I’m sure this has been written on extensively, but I’m not aware of the conclusions. Is it considered unethical to do medical experiments on yourself without any oversight like you would find in a typical human subject trial?
It is considered not definitive, given the sample size of 1, confirmation bias, amped-up placebo effect, lack of oversight, conflict of interest when the patient is the investigator… but you’re usually allowed to do what you want with your own body.
> Is it considered unethical to do medical experiments on yourself without any oversight like you would find in a typical human subject trial?
Note there are different contexts at play here. When someone says "ethics" in a scientific context, it may encompass scientific integrity, avoidance of questionable research practices, reproducibility, etc., as well as medical and moral ethics. The speaker may not even be fully aware of these distinctions, since the subject is often taught with a rule-based perspective.

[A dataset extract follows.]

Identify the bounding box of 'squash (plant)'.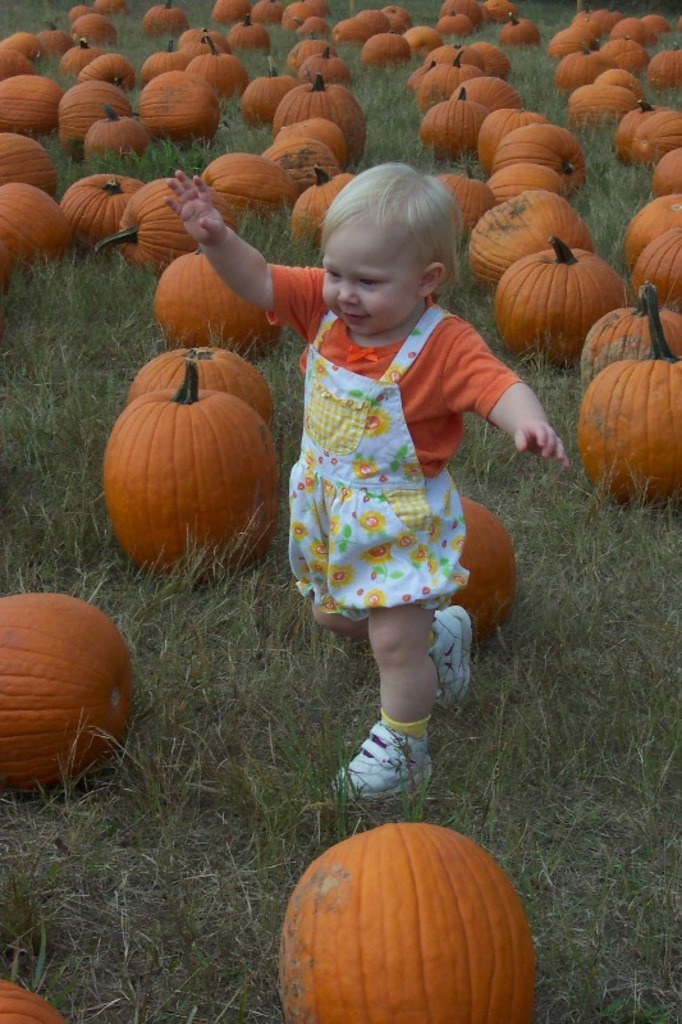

Experimentation on oneself is often _scientifically_ unethical (i.e., when done with the intent to make a scientific discovery) because:
1. The result is often too contaminated by experimental integrity issues to have scientific value. As another comment in this thread notes: "sample size of 1, confirmation bias, amped-up placebo effect, lack of oversight, conflict of interest when the patient is the investigator". Lack of oversight means no one is checking the validity of your work, it's not a permission thing. Every issue that is blamed for the so-called reproducibility crisis is worse.
2. Due to publication pressure, abandoning the cultural prohibition against self-experimentation amounts to pressuring everyone to self-experiment to grow their CV by a few quick N = 1 studies, or do something risky when their career flags. Obviously, oversight to ensure that self-experimentation proceeds only in cases of terminal disease mitigates this concern.
In practice, journal editors currently provide oversight addressing point #2, which is why work like what we're discussing here still gets published. See also Karen Wetterhahn's valuable documentation of her (accidental) dimethylmercury poisoning (https://en.wikipedia.org/wiki/Karen_Wetterhahn).
Experimentation on oneself in an attempt to cure your own illness by any means at your disposal, provided you do not harm others, is not _morally_ unethical IMO. It just rarely has a scientific role.
You can do whatever you want to yourself. You can't hurt/encourage others, and the data may be no good, but certainly you have informed consent if you're the only subject
That's not actually true though is it, suicide is illegal in many jurisdictions. Not just self- euthanisation towards the end of life anyway (which is more controversial/media-discussed) but any form.
The context of that comment is a parent comment asking about medical self experimentation. You're also not allowed to administer scheduled substances to yourself in many jurisdictions and plenty of other things like that but that's not what I was replying to.
To give the authorities a reason to intervene. Which in turn is justified by most people who fail to commit suicide being happy, in retrospect, that they failed.
There's probably also a crowd who want it to be illegal because they view suicide as a sin, though personally I think that justification for a law seems like a violation of religious freedoms.
> Which in turn is justified by most people who fail to commit suicide being happy, in retrospect, that they failed.
If true, that sounds like survivorship bias (literally). Those who aren't happy about the failure will just try again and won't be counted in the statistics.
I'm pro-choice, but I think that it's not an unreasonable stance if you believe that the fetus is an alive human being with intrinsic worth, or a soul. (Souls aren't real, but
>75% of Americans believe in them.)
None of that is a refutation of what I said though, since I reject the notion that belief in the existence of the soul can be used as justification for stripping a person of their bodily autonomy.
If we found out cancer cells had souls tomorrow, exactly no one would be screaming “but their souls!” at folks walking into a cancer clinic.
„The problem is not that Halassy used self-experimentation as such, but that publishing her results could encourage others to reject conventional treatment and try something similar, says Sherkow.”
I don't think it's a good ground to rejected observational data. If you want the published data to be less biased you should introduce as little arbitrary (not connected to the quality of data itself) barriers as possible.
This is bullshit, especally since she also got "traditional" therapy after. This is just a statement by someone that is desperately looking for a negative point. You have to have access to equipment and skills that not many people have. And then if they have it, that's one more thing to try, the effects are quick if it works and you can revert to radio/chemo therapy if needed.
> This is just a statement by someone that is desperately looking for a negative point
No it isn't.
This is an expert explaining why journals have ethical concerns publishing the paper and why those concerns matter.
>> “I think it ultimately does fall within the line of being ethical, but it isn’t a slam-dunk case,” says Sherkow, adding that he would have liked to see a commentary fleshing out the ethics perspective, published alongside the case report.